A bargain ain't a bargain unless it's something you need.
Crying is for plain women. Pretty women go shopping.
Men go shopping just as men go out fishing or hunting, to see how large a fish may be caught with the smallest hook.
How can money be the root of all evil when shopping is the cure for all sadness?
We’re living in an acquisitive capitalist society that is fundamentally anti-family and fundamentally uncomfortable with just enjoying being human. We’d rather shop than live, acquire than love and stare into a screen than hold each other.
Be not afraid of being called un-fashionable.
I went to a general store but they wouldn't let me buy anything specific.

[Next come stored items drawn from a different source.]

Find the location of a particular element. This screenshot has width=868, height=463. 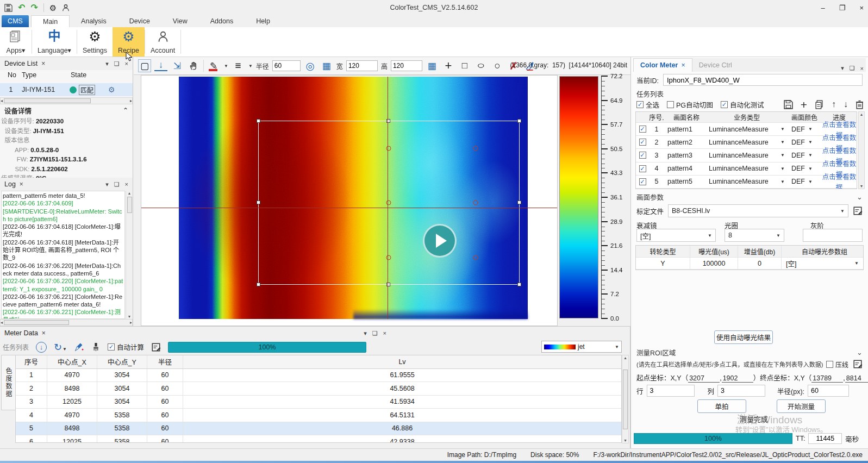

cross-tool-icon: + is located at coordinates (448, 66).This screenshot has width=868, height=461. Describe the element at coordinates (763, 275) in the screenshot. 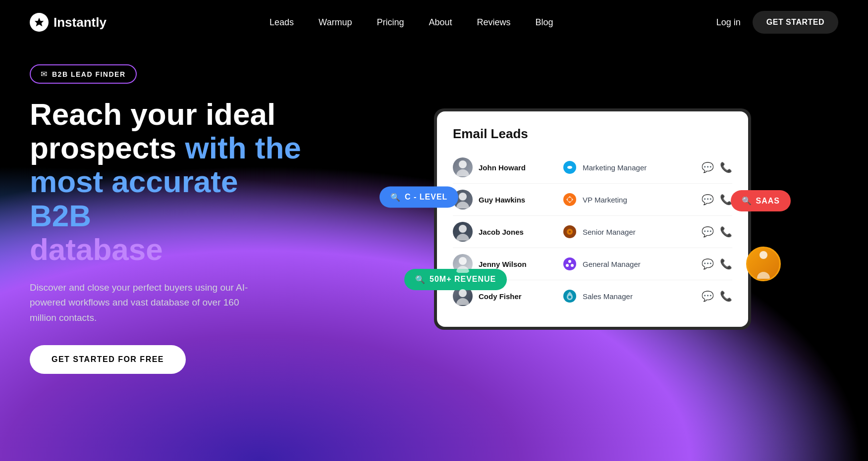

I see `avatar-body` at that location.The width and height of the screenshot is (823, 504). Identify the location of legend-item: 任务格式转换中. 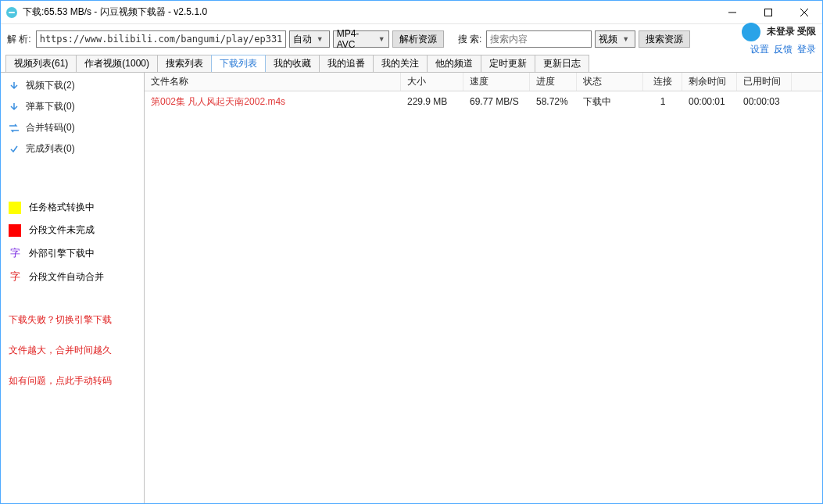
(72, 208).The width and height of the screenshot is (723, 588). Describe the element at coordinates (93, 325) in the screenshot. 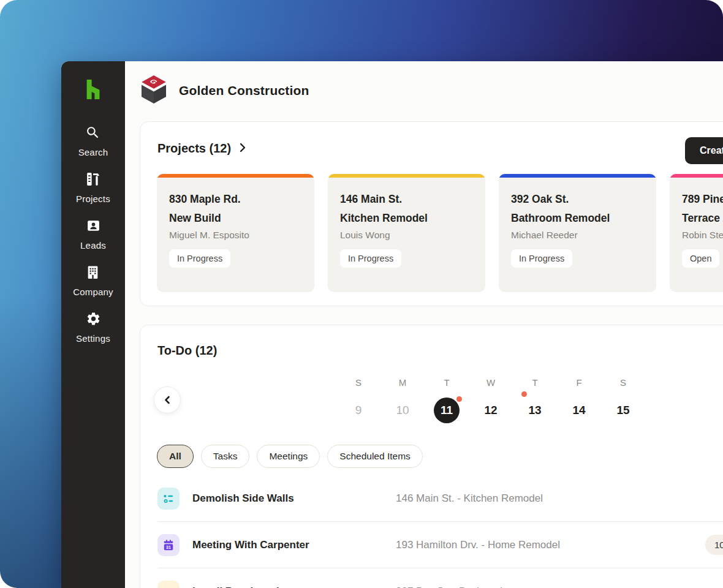

I see `sidebar: Search Projects` at that location.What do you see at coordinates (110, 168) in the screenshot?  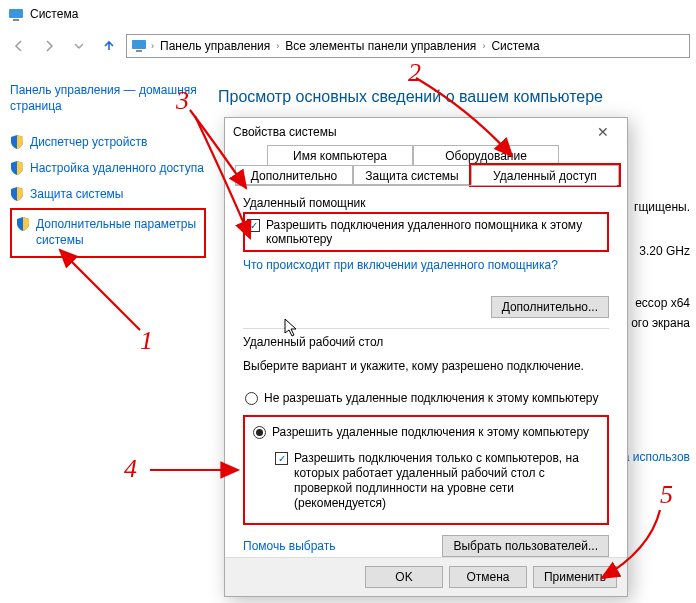 I see `sidebar: Панель управления — домашняя страница Ди…` at bounding box center [110, 168].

Win or lose, we go shopping after the election.
Buying something on sale is a very special feeling. In fact, the less I pay for something, the more it is worth to me. I have a dress that I paid so little for that I am afraid to wear it. I could spill something on it, and then how would I replace it for that amount of money?
But it is a cold, lifeless business when you go to the shops to buy something, which does not represent your life and talent, but a goldsmith's.
Americans are fascinated by their own love of shopping. This does not make them unique. It's just that they have more to buy than most other people on the planet. And it's also an affirmation of faith in their country.
Who would have predicted a century ago that the richest civilizations in history would be made up of polluted tracts of suburban development dominated by the private automobile, shopping malls, and a throwaway economy? Surely, this is not the ultimate fulfillment of our destiny.
If you spend fifteen minutes in a shopping mall, you will pass more people than our ancestors saw during their entire lifetimes.
Service is a prerequisite for anything relating to luxury. That makes it (shopping) sensual and pleasurable.
Christmas reminds us we are not alone. We are not unrelated atoms, jouncing and ricocheting amid aliens, but are a part of something, which holds and sustains us. As we struggle with shopping lists and invitations, compounded by December's bad weather, it is good to be reminded that there are people in our lives who are worth this aggravation, and people to whom we are worth the same. Christmas shows us the ties that bind us together, threads of love and caring, woven in the simplest and strongest way within the family.
The woman just ahead of you at the supermarket checkout has all the delectable groceries you didn't even know they carried.
Open your hands, ye whose hands are full! The world is waiting for you! The whole machinery of the Divine beneficence is clogged by your hard hearts and rigid fingers. Give and spend, and be sure that God will send; for only in giving and spending do you fulfill the object of His sending.
Wretched excess is an unfortunate human trait that turns a perfectly good idea such as Christmas into a frenzy of last-minute shopping.
Nobody dast blame this man. For a salesman, there is no rock bottom to the life. He don't put a bolt to a nut, he don't tell you the law or give you medicine. He's a man way out there in the blue, riding on a smile and a shoeshine. And when they start not smiling back -- that's an earthquake. And then you get yourself a couple of spots on your hat, and you're finished. Nobody dast blame this man. A salesman is got to dream, boy. It comes with the territory.
Credit buying is much like being drunk. The buzz happens immediately and gives you a lift... The hangover comes the day after.
We always hold hands. If I let go, she shops.
One, two, three...let's go shopping!
I'm very independent, I like to be alone a lot, I like to go shopping by myself - that's my quiet time.
We need way more intimacy than nearly anyone considers normal. Always hungry for it, we seek solace and sustenance in the closest available substitutes: television, shopping, pornography, conspicuous consumption - anything to ease the hurt, to feel connected, or to project an image by which we might be seen and known, or at least see and know ourselves.
The conversation of most middle-class Americans, we are told, revolves around consumption: what to buy, what was just bought, where to eat, the price of the neighbor's house, what's on sale this week, our clothes or someone else's, the best car on the market this year, where to spend a vacation. Apparently we can't stop eating, shopping, or consuming. Success is measured not in terms of love, wisdom, and maturity but by the size of one's pile of possessions.